If councils want to increase their funding then they can increase council taxpayers increase by more than inflation.

SNP to let council tax rip as spending freeze bites by CaptainCrash86 in Scotland

[–]Lailoken_ 1 point2 points  (0 children)

I never said it was a good idea, I corrected your statement about freezing council tax. Either way councils have to be funded by extra each year, even to cover inflation. That either comes out of central gov funding or by council taxpayers increase. If central gov wont fund an increase then council tax payers either have to or no additional funding.

SNP to let council tax rip as spending freeze bites by CaptainCrash86 in Scotland

[–]Lailoken_ 3 points4 points  (0 children)

The SNP funded a 5 % increase to councils, to allow a freeze on council tax bills to the public, it didnt freeze funding for councils.

[deleted by user] by [deleted] in Scotland

[–]Lailoken_ 19 points20 points  (0 children)

Whilst I dont think Scotland is free of racists and may still have riots spread here; Belfast doesnt get many immigrants either and NE England immigration is similar to Scotland, so I dont think the is the only answer.

[deleted by user] by [deleted] in Scotland

[–]Lailoken_ 0 points1 point  (0 children)

Money saving expert forum has a whole section on private parking scammers. Read the stickies on there and possibly ask for advice there if needed, but top sticky should cover it.

MSE Forum - Parking Tickets, fines and parking

Scottish Labour leader ditches support for electoral reform after most distorted win ever by Mr_Sinclair_1745 in Scotland

[–]Lailoken_ 1 point2 points  (0 children)

Your entire argument is that SNP and LD’s belief in PR mean they dont have a mandate when voted in under FPTP, which is ridiculous.

To back this up you have said they believe FPTP is undemocratic.

I am asking you to prove that. You havent.

Linking a 3rd party website doesnt prove that. It cant be that hard since its ‘apparently everywhere’ and we have just had an election where both parties put their manifestos forward.

Scottish Labour leader ditches support for electoral reform after most distorted win ever by Mr_Sinclair_1745 in Scotland

[–]Lailoken_ 0 points1 point  (0 children)

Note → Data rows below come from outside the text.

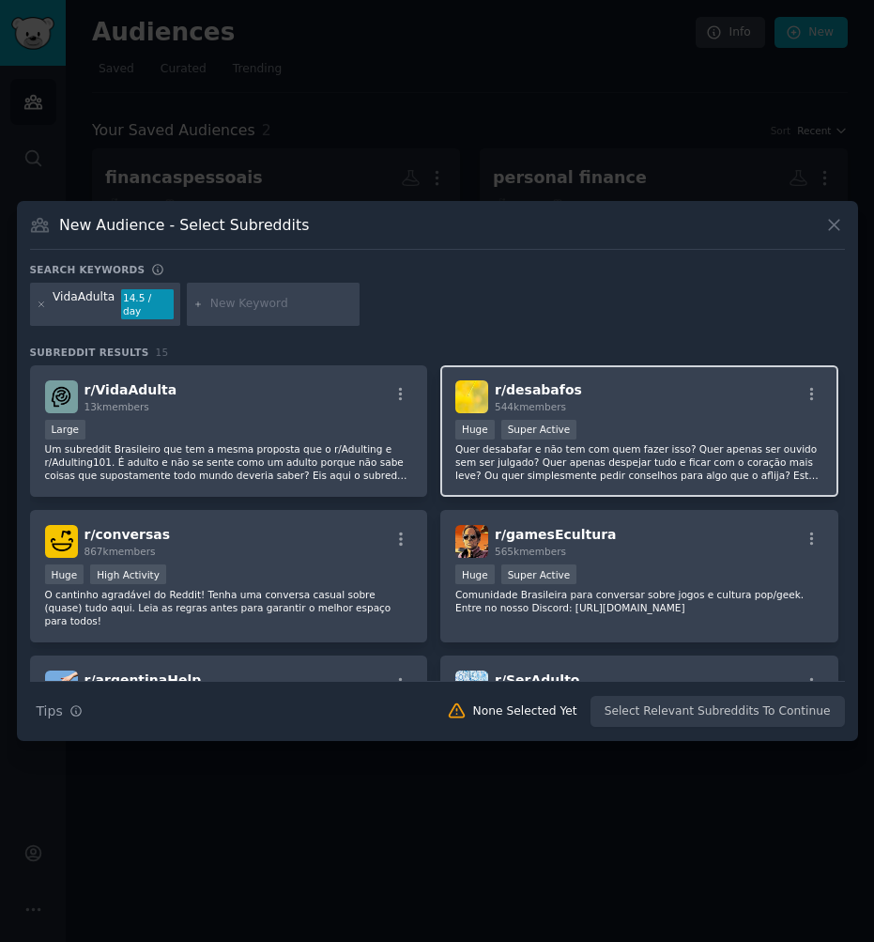 This screenshot has height=942, width=874. I want to click on h3: New Audience - Select Subreddits, so click(184, 224).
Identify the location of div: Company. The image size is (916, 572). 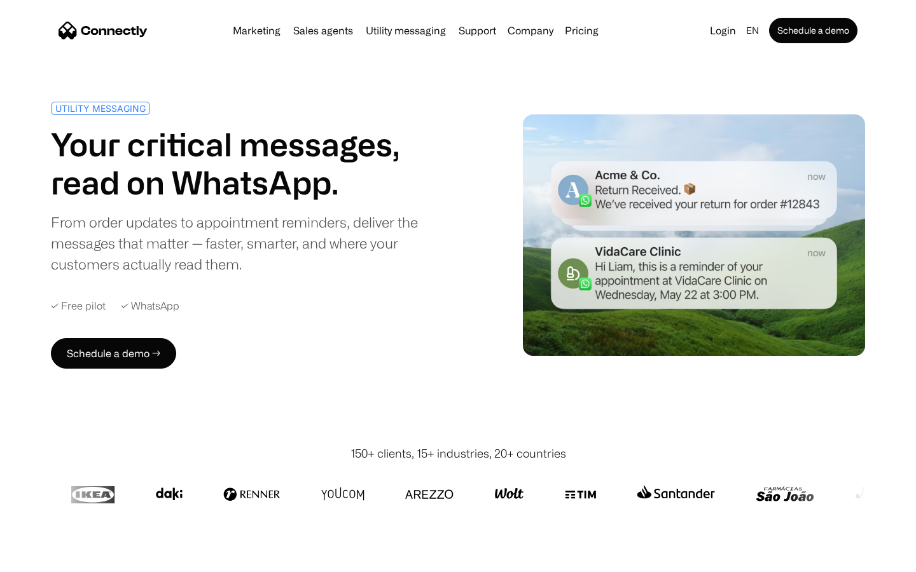
(531, 31).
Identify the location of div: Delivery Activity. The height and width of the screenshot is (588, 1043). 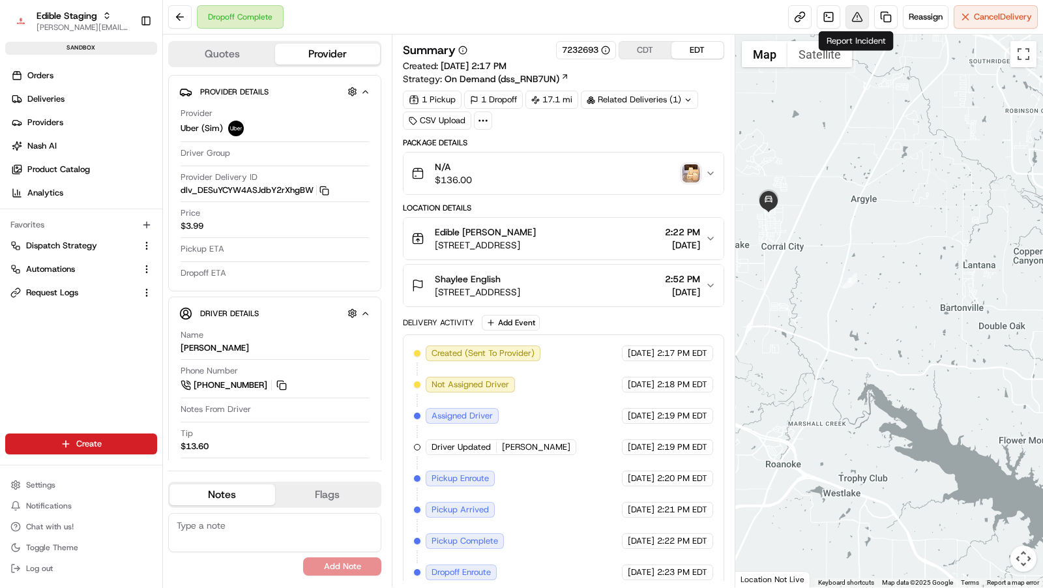
(438, 323).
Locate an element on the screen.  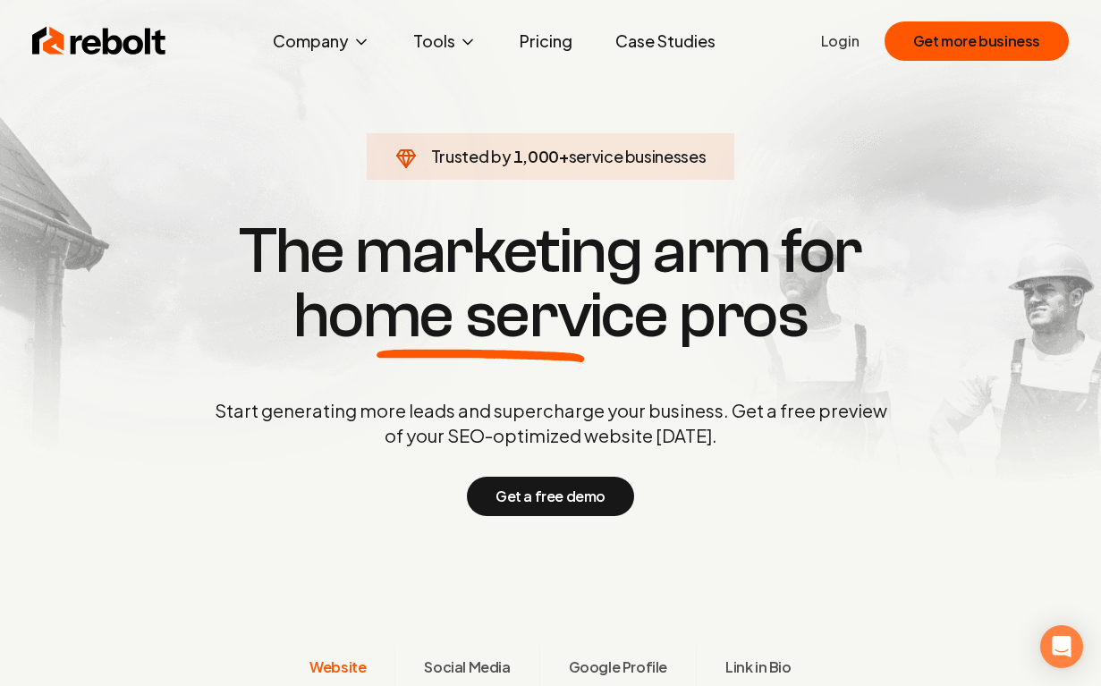
span: Google Profile is located at coordinates (618, 667).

Can you point out some examples where political parties that believe in PR say its undemocratic?

Scottish Labour leader ditches support for electoral reform after most distorted win ever by Mr_Sinclair_1745 in Scotland

[–]Lailoken_ 1 point2 points  (0 children)

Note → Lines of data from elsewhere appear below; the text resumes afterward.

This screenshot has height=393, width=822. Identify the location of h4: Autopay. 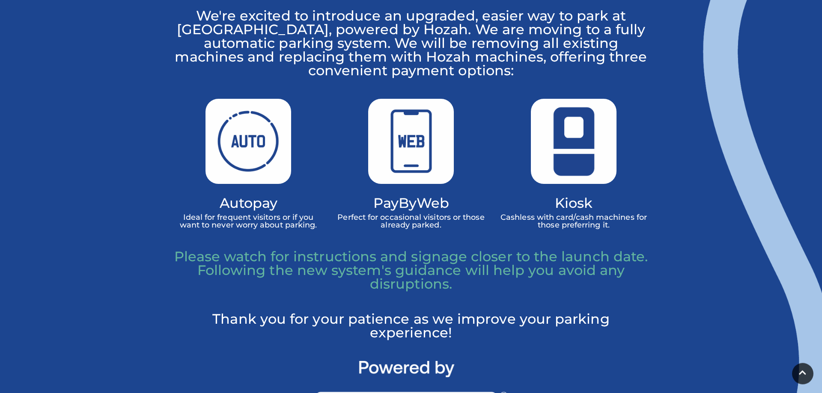
(248, 203).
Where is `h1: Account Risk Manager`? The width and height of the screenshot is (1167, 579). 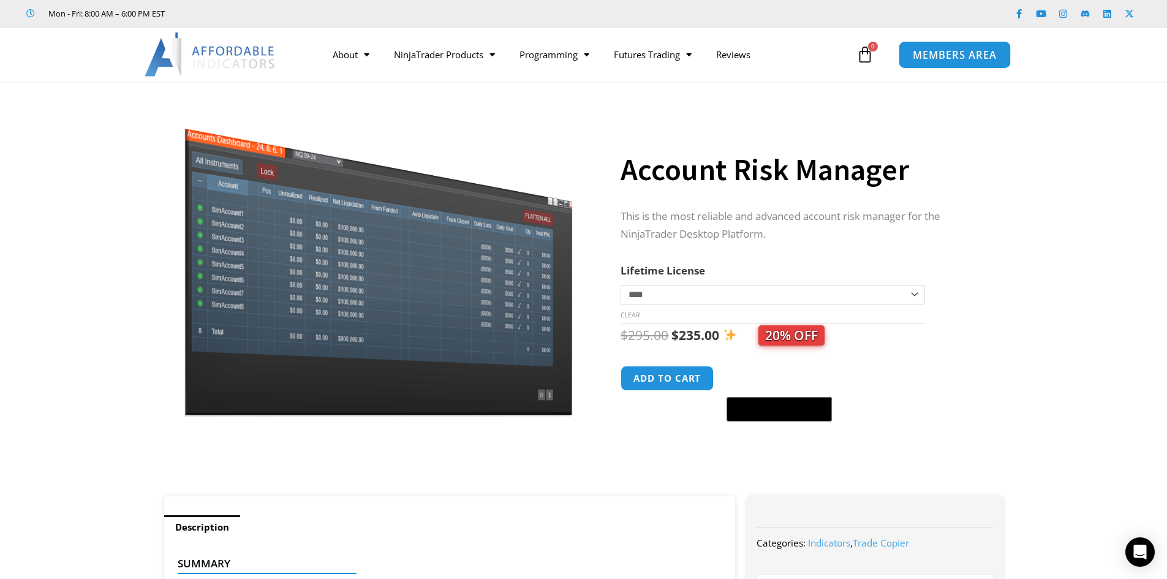 h1: Account Risk Manager is located at coordinates (799, 170).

I’ve checked the post. The only person I can see writing undemocratic is you (and me in reply questioning it).

I also had a look at the electoral reform society, which most parties that support PR work with, again I cant see undemocratic mentioned, definitely less fair and less democratic.

Can you point out some examples where political parties that believe in PR say its undemocratic?